On this page 50 of 50 entries carry a part-of-speech tag and 50 carry at least one stored definition. Coverage varies across letters because Wiktionary volunteers build entries at different speeds for different parts of the alphabet, letters with common starting sounds (S, C, T, P) usually have the densest coverage, while less frequent starters (X, Q, Z) tend to have shorter but more specialised lists. PlainSpell surfaces whatever data is present and links back to the source when a definition is not yet recorded.

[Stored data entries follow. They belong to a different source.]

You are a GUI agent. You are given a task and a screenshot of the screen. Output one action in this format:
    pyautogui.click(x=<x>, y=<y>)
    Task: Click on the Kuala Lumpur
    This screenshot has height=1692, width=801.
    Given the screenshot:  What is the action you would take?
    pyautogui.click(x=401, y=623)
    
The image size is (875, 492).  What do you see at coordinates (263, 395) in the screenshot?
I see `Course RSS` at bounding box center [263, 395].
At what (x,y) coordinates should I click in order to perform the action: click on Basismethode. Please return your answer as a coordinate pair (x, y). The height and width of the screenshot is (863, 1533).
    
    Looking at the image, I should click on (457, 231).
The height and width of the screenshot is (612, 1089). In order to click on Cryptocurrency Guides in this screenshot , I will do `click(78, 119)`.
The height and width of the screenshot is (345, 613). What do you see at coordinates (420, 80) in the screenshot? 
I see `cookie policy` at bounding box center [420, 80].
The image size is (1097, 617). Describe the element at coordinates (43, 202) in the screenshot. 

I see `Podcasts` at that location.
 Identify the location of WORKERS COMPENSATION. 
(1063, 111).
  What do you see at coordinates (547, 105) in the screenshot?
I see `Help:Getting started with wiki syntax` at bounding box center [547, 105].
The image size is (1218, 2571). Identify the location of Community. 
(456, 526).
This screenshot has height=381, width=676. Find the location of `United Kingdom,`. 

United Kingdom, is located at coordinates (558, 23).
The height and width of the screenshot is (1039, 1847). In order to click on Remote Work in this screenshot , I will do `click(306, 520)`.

For readers using this index as a spelling reference, the guarantee is that every form you see on the list is a documented English headword, not a guess, not a derived inflection lacking a lemma row. If a word you expected to find is absent from the "R" list, it usually means the form exists only as an inflection of another lemma (e.g. a past participle stored under the infinitive) or the entry has not yet been imported from Wiktionary. Use the search bar or the misspelling lookup to resolve these cases.